President Donald J. Trump speaks Jan. 24, 2020, during the annual March for Life rally in Washington. CNS photo/Tyler Orsburn

Bob Brehl: Is Trump’s pro-life talk a mere mirage?

By 
  • February 27, 2020

Another of President Donald Trump’s men — this one longtime confidant Roger Stone — was sentenced last week after being convicted for lying to Congress and witness tampering. That makes eight Trump associates found guilty in court on various charges.

This time the flamboyant Stone received a sentence of three years and four months. But given the tweets and comments from Trump during the trial and after, he’ll likely issue a presidential pardon, rendering the judicial process meaningless.

U.S. District Judge Amy Berman Jackson repeatedly criticized Stone, saying that he had shown “flagrant disrespect” for Congress and the court, and dismissed claims that he was being prosecuted for his politics, The Wall Street Journal reported.

“The problem is that nothing about this case was a joke. It wasn’t funny. It wasn’t a stunt and it wasn’t a prank,” Jackson said. Hours after Stone received his sentence, Trump called his conviction unfair and politically motivated.

While reading the judge’s comments there appeared a vivid picture of the culture of lies and untruths surrounding Trump.

And a thought emerged: What if Trump is lying about his pro-life stance? What if he gets re-elected in November and no longer needs pro-life support and moves on to some other issue?

Surely, it’s possible.

After all, various fact-checking and media organizations — the Poynter Institute’s PolitiFact, the Washington Post and others — say Trump has made anywhere from 12,000 to 17,000 false or misleading claims as President.

And many of them involve the subject of abortion. Albeit, those untruths involve distorting the comments made by his opponents on the subject, such as Governor Ralph Northam of Virginia, who is a pediatric neurologist.

There’s no suggestion that Trump’s pro-life stance is unequivocally false, but it might be worth pondering by anyone who overlooks all his words and deeds on issues not involving abortion. Things like climate change, refugees and walls, race relations, treatment of women, suppressing his tax returns, ties to Russia and Ukraine to name a few.

Or, as the British newspaper The Guardian put it last November: “His own religious commitment seems questionable in the extreme but the thrice-married, porn star- and Playmate-paying, #%@#-grabbing, customer-defrauding, disability-mocking, race-baiting, Nazi-sympathizing, oft-bankrupt, impeachment-threatened president counts evangelical Christians as a key bloc of support.”

Journalists are cynical. The Guardian seems harsh, but it’s definitely not buying his Christian and pro-life stance.

While considering the validity of Trump’s pro-life position, I stumbled on an essay by Rabbi Meir Soloveichik entitled “What the Bible Taught Lincoln About America.”

The juxtaposition between Honest Abe and the Pinocchio President was delicious. The rabbi raised several interesting points; well worth tracking down via Google.

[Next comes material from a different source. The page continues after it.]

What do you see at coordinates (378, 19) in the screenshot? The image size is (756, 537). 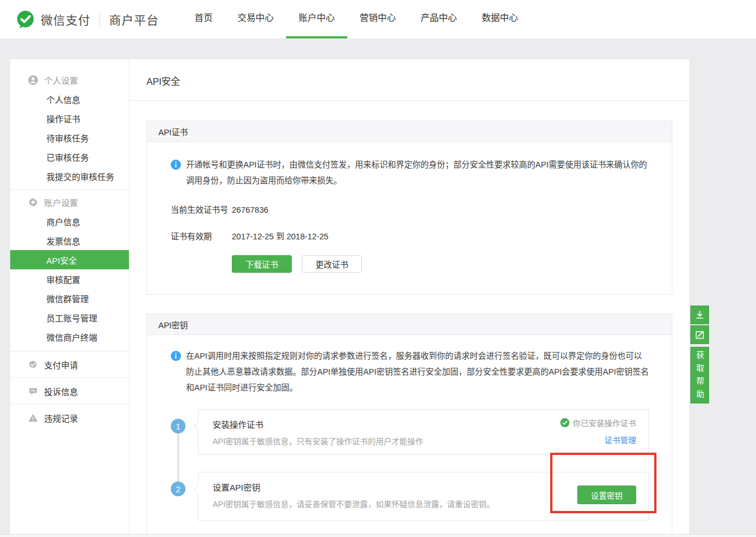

In a nutshell, Lincoln was not known as a religious man before elected president. But he found the Bible and Christian ideals gave him strength during the bloody civil war that claimed 620,000 lives. Indeed, in his day, many called Lincoln “America’s Moses” who would lead the slaves to freedom and save the country.

In speeches, Lincoln often referenced biblical passages and called America God’s “almost chosen people” in comparison to the Israelites. But in America’s case, Lincoln believed, the people would spread the ideals of freedom and equality around the world once they pulled themselves from the inferno.

“Lincoln’s description of America as an ‘almost chosen people’ remains important, not just as a key to his thought but as a warning for Americans today,” Soloveichik writes. “A chosen people is eternal, but America is an exceptional nation only if it remains ever loyal to the covenant of its founding, the ideals for which Washington fought and Lincoln died.”

The irony cannot be missed that both Lincoln and Trump were not known for religious fervour before entering the White House. While Lincoln used the Bible and Christian beliefs to lead, Trump appears to use the Bible for divisiveness between social conservatives and much of the country.

And there is evidence that Trump has broken several of the 10 Commandments, especially number eight.

As the Catechism of the Catholic Church states in the Vatican archives: “The eighth commandment forbids misrepresenting the truth in our relations with others. This moral prescription flows from the vocation of the holy people to bear witness to their God who is the truth and wills the truth. Offenses against the truth express by word or deed a refusal to commit oneself to moral uprightness: they are fundamental infidelities to God and, in this sense, they undermine the foundations of the covenant.”

While Trump appears to align with Catholic doctrine when it comes to his pro-life stance, that one issue should not wash away everything else where he is in absolute contradiction. It even makes some wonder if he truly aligns on that issue.